Friday, February 23, 2007

Today's Trick

As I watch people from all over the U.S. come to this site, I will post additional tricks as they come to me.

But first I want to address the question - "why don't you just change your phone number?" Like I said in an earlier post, that's a huge pain in the ass for me. Not only that, but as others have posted on http://whocalled.us, anyone can become a victim of this - even those who have never ordered anything. I feel like I am making a difference in a small way and that this issue needs attention from somebody - the cell phone carriers! They are the key.

Second, changing my number means that a dingy third world call center can force us to change our phone numbers at any time. That means they win, and I'm certainly too stubborn to allow that.

Lastly, this is fun. While I was war dialing a pharmacy the other night from VoIPStunt, and a different caller ID was showing up every third call, I heard one rep say to his manager "look at this guy! I tell you, he is good!" That brought a pretty big smile to my face.

Now, today's tip. I have noticed that when you call back, some telemarketers simply put you on hold and never answer. This is especially true after hours. And I also know that for my own IT business, 800 number calls are 7.4 cents a minute if I go over my monthly allotment.

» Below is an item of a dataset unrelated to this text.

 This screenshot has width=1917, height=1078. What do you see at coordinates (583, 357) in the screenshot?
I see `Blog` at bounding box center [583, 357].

So what I did today was pick a particular one that never seems to answer and call them from Skype and VoIPStunt; on VoIPStunt I conferenced them to themselves three times. I let these calls reach their maximum 60 minutes six times on VoIPStunt, and Skype let me stay on three hours at a time twice. (60 x 6 x 3) + 360 = around $106.

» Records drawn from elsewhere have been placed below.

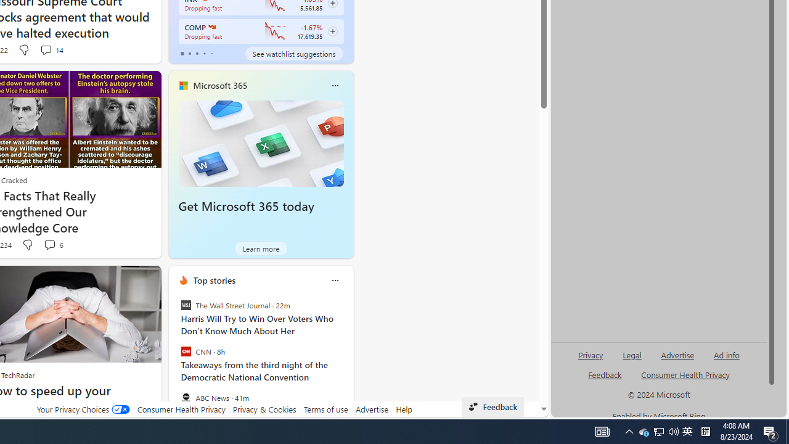 This screenshot has width=789, height=444. What do you see at coordinates (492, 407) in the screenshot?
I see `Feedback` at bounding box center [492, 407].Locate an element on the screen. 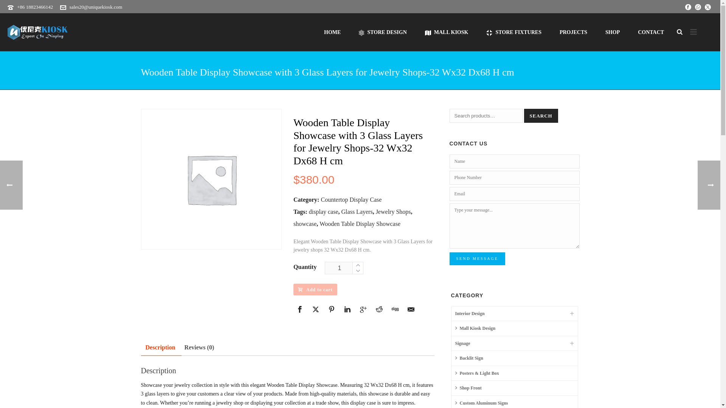 The image size is (726, 408). MALL KIOSK is located at coordinates (447, 32).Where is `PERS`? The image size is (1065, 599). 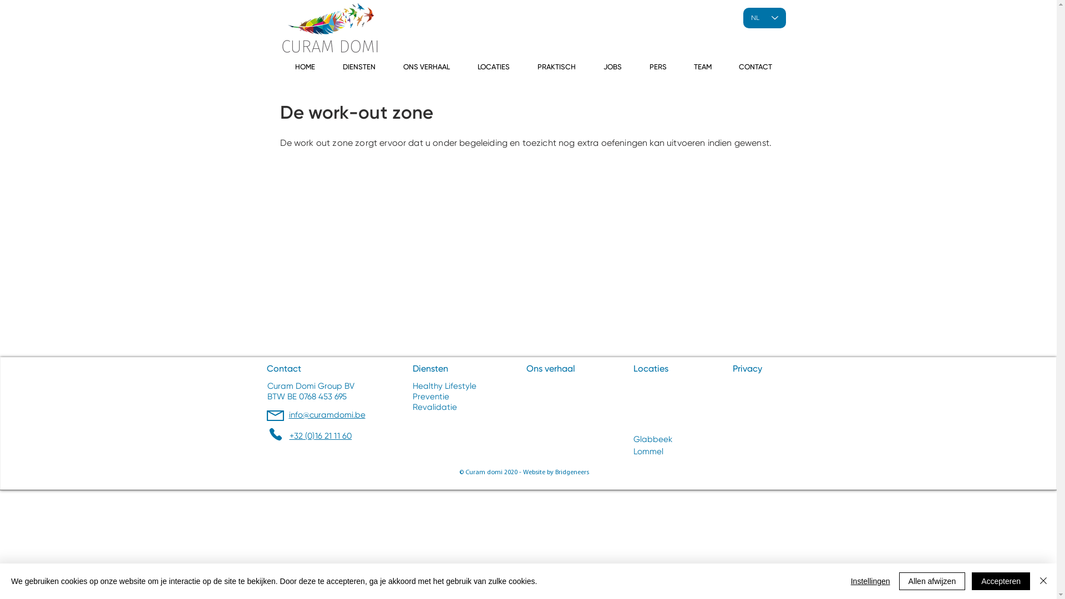 PERS is located at coordinates (658, 68).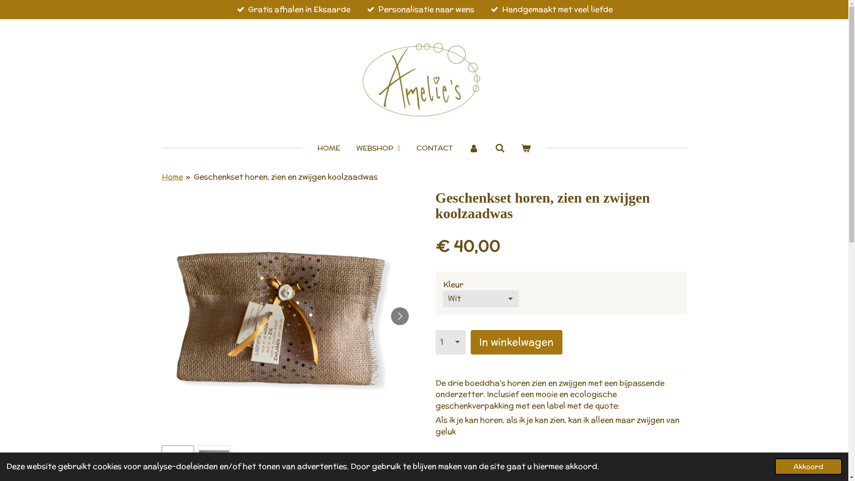  Describe the element at coordinates (424, 79) in the screenshot. I see `Amelie's` at that location.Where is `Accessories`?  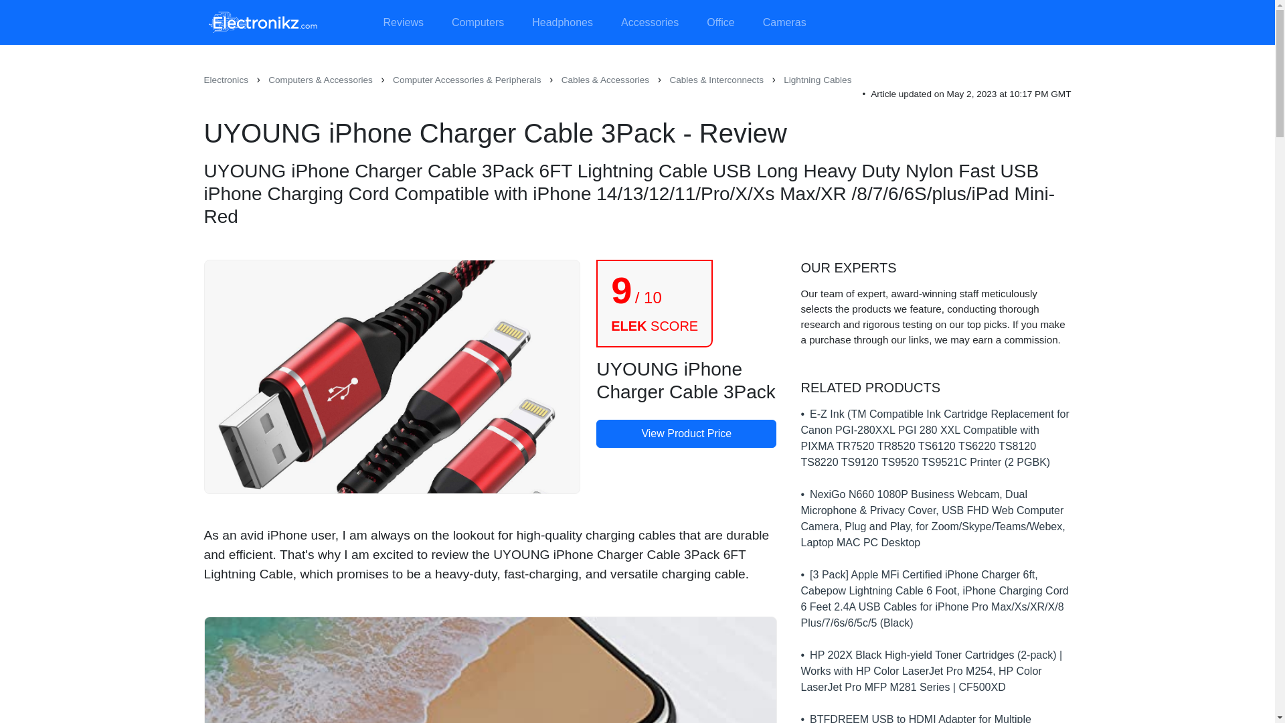
Accessories is located at coordinates (649, 23).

Maybe they have a cheaper plan than I do, but I can't help but imagine I cost them some money today.

1 comment:

Anonymous said...

The telemarketers are getting charged for each outgoing and incoming call. The cell phone company gets a piece of each call made to a cell-phone; they charge you (flat-rate or per-minute, you still pay to receive the calls) and they charge the telemarketer (well, the telemarketer's phone company, who charges them). Either way, everyone involved providing phone services is making money on each call. Why stand in the way of it?

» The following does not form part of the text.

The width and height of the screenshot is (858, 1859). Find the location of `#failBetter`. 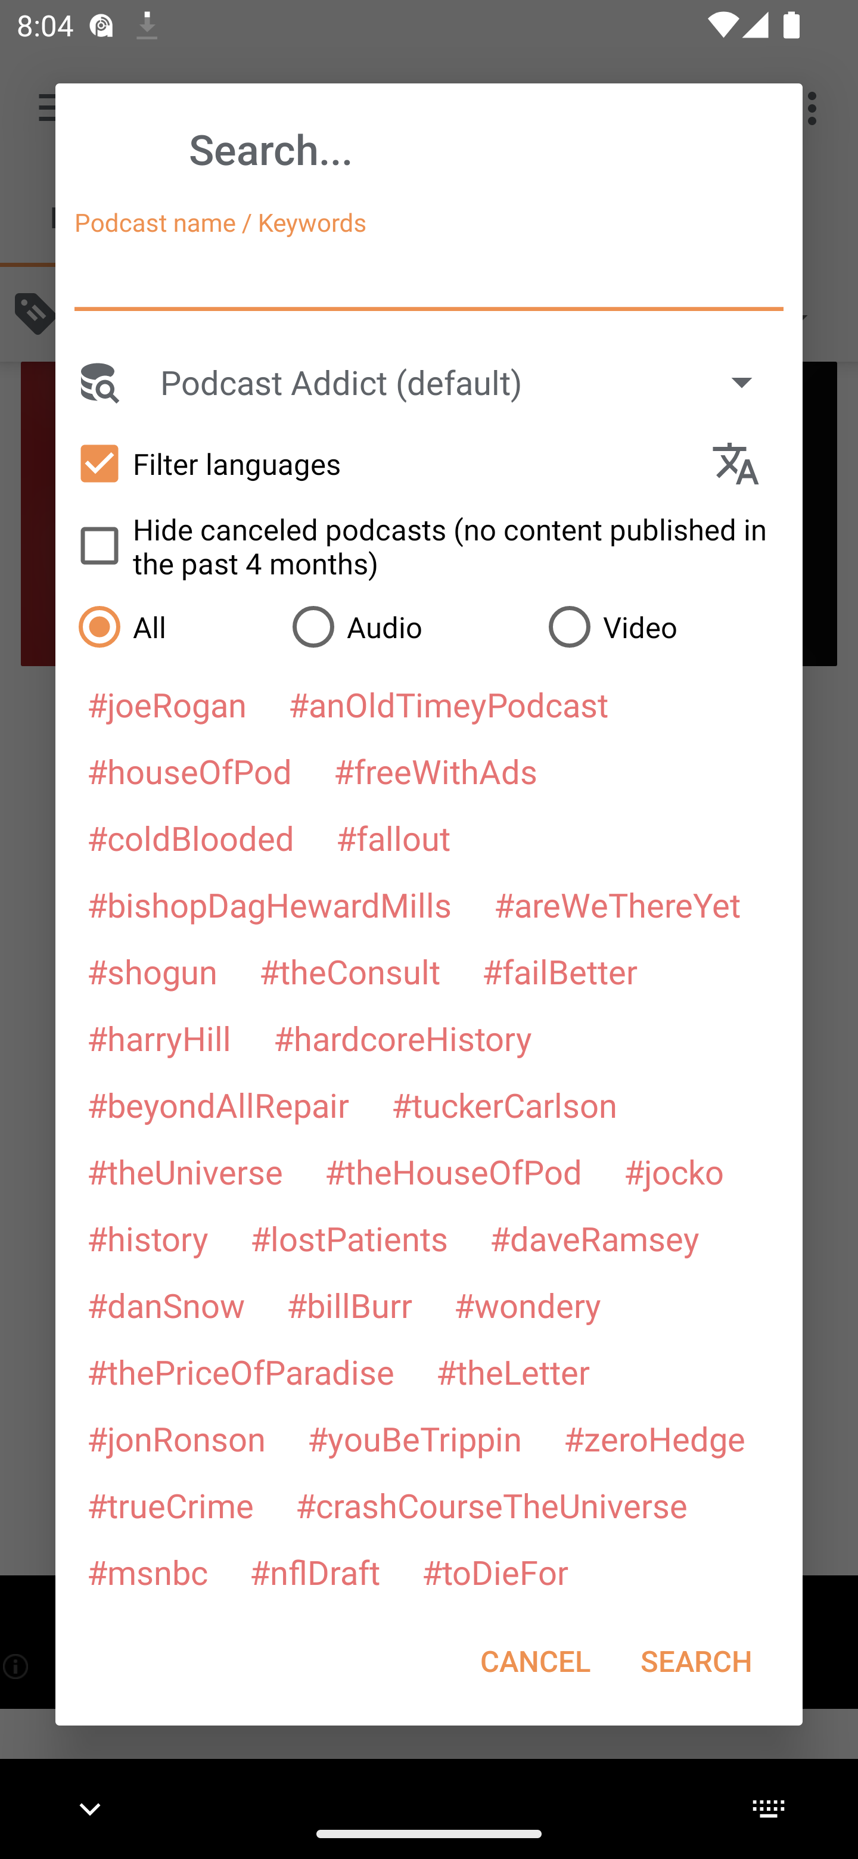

Unfortunately, their most expensive resource is not the phone time. It's people on the floor. Every minute someone spends on the phone, that's not going to result in a sale, is a wasted minute. Even with offshore labor, that does eat into their profit margin far more than their phone costs.

The more time their human reps are spending on the phone not making a sale, the less time they'll be spending annoying potential customers.